To me, the most amazing thing about postcranial pneumaticity in birds and other archosaurs is that the diverticula get out of the coelom, or body cavity. There are all kinds of developmental anomalies that lead to connections from the coelom to other spaces in the body, and usually they don’t turn out too well. I suspect that the early phases of the evolution of diverticula and pneumaticity didn’t provide any selective benefit but also no deficit. I infer the “no benefit” side because the diverticula would have been replacing too little tissue (bone or fat) to make a difference at first, and the “no deficit” side because if there had been any deficit, in the absence of a compelling benefit, one would expect diverticula to have gotten weeded out of the population. In evolutionary terms we would say that the primordial diverticula were “invisible to selection”, and in clinical terms we would say that they were “asymptomatic”.
In humans accessory bones of the foot are pretty common, and something like 30 different types have been catalogued. There are a couple that, if present, can impinge on nearby joints or tendons and cause pain, but the vast majority of accessory bones of the foot are asymptomatic, and their major clinical relevance is that they sometimes trick radiologists into thinking that something is wrong when in fact everything is okay. So these things are just evolutionarily floating along, mostly invisible to selection. If at some point in the future it becomes selectively advantageous to have them, they’ll be there, and in the meantime there is no selective pressure to get rid of them. The earliest diverticula might have worked that way, with the obvious difference that they did have a big selective payoff eventually, whereas accessory foot bones probably won’t.
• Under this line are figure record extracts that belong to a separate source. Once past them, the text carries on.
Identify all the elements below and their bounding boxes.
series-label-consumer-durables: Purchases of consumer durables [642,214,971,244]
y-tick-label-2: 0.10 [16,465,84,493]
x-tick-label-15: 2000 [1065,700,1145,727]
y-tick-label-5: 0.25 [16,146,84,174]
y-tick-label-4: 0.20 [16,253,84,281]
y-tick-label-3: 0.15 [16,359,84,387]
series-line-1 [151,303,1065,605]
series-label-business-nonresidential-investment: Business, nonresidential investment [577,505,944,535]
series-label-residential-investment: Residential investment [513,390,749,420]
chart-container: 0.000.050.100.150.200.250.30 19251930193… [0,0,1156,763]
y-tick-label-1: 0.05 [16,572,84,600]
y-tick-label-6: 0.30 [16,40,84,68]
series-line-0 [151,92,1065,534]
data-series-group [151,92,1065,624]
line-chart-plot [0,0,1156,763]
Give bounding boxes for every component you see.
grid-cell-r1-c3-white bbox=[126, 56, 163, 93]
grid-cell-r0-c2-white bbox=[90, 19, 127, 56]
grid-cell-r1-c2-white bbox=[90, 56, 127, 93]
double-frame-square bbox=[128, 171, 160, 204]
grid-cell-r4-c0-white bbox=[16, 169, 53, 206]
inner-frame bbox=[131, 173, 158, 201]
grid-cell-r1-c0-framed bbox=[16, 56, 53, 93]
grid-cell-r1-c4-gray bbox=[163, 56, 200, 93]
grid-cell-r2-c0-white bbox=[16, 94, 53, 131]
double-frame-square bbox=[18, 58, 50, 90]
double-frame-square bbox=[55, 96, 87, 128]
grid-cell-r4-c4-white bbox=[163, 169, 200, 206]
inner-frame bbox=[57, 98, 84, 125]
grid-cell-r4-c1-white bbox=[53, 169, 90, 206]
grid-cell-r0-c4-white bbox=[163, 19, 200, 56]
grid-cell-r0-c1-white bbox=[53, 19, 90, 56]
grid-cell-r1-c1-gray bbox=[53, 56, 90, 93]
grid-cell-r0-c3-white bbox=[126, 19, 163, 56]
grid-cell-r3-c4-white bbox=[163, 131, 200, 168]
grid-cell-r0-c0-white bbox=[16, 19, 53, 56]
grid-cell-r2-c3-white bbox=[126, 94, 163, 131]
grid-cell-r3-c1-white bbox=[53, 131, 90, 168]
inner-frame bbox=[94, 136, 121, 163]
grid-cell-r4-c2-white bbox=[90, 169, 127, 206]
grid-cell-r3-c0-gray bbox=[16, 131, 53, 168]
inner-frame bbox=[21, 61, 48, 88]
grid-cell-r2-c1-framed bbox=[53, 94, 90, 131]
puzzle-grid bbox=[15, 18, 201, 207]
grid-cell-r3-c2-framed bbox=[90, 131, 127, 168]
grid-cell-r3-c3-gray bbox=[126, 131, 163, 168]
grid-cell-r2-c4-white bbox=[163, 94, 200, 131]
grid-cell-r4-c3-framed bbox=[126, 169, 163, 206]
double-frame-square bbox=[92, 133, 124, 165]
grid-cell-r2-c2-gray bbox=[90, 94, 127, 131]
But it’s good food for thought. A hypothetical Triassic physician might find that the lungs of one of his basal ornithodiran patients had herniated out of the body cavity and produced pneumatocoels up against the vertebrae. He’d probably call that a pathology, albeit a benign one. Where you get morphological discontinuities in evolution, some individual critter has to be the first to manifest the new thing, and compared to the rest of the population or species, that individual is abnormal. But the same developmental processes that produced the first individual may produce others in the same population, and these may be the seeds of new species and ultimately new higher taxa. Developmental pathologies are variations, and variation is the raw material of evolution.
September 22, 2010 at 11:15 am
Cool.
It probably wouldn’t be the *exact* same process, as what’s mentioned in that paper doesn’t seem to be genetic, but just the fact of an (abnormal) pneumatized vertebra in a non-PSP taxon (humans) got me thinking about it.
Another nonsauropod pneumaticity question: somewhere on SV-POW! it’s been mentioned that osteoglossomorph fish have pneumatized vertebrae. This sounds interesting, where can I read more about it?
September 23, 2010 at 2:46 pm
I don’t know, it might be the same process. Things like this are usually epigenetically controlled timing issues. We know that some epigenetic controls can be passed on, but as far as I know, it isn’t clear how. At some point, I could see an epigenetic control that continued to be passed on, possibly as a result of some selective pressure, falling under genetic control, thus ensuring its continued existence. Course, I’m waving my arms hard enough to fly here, but still.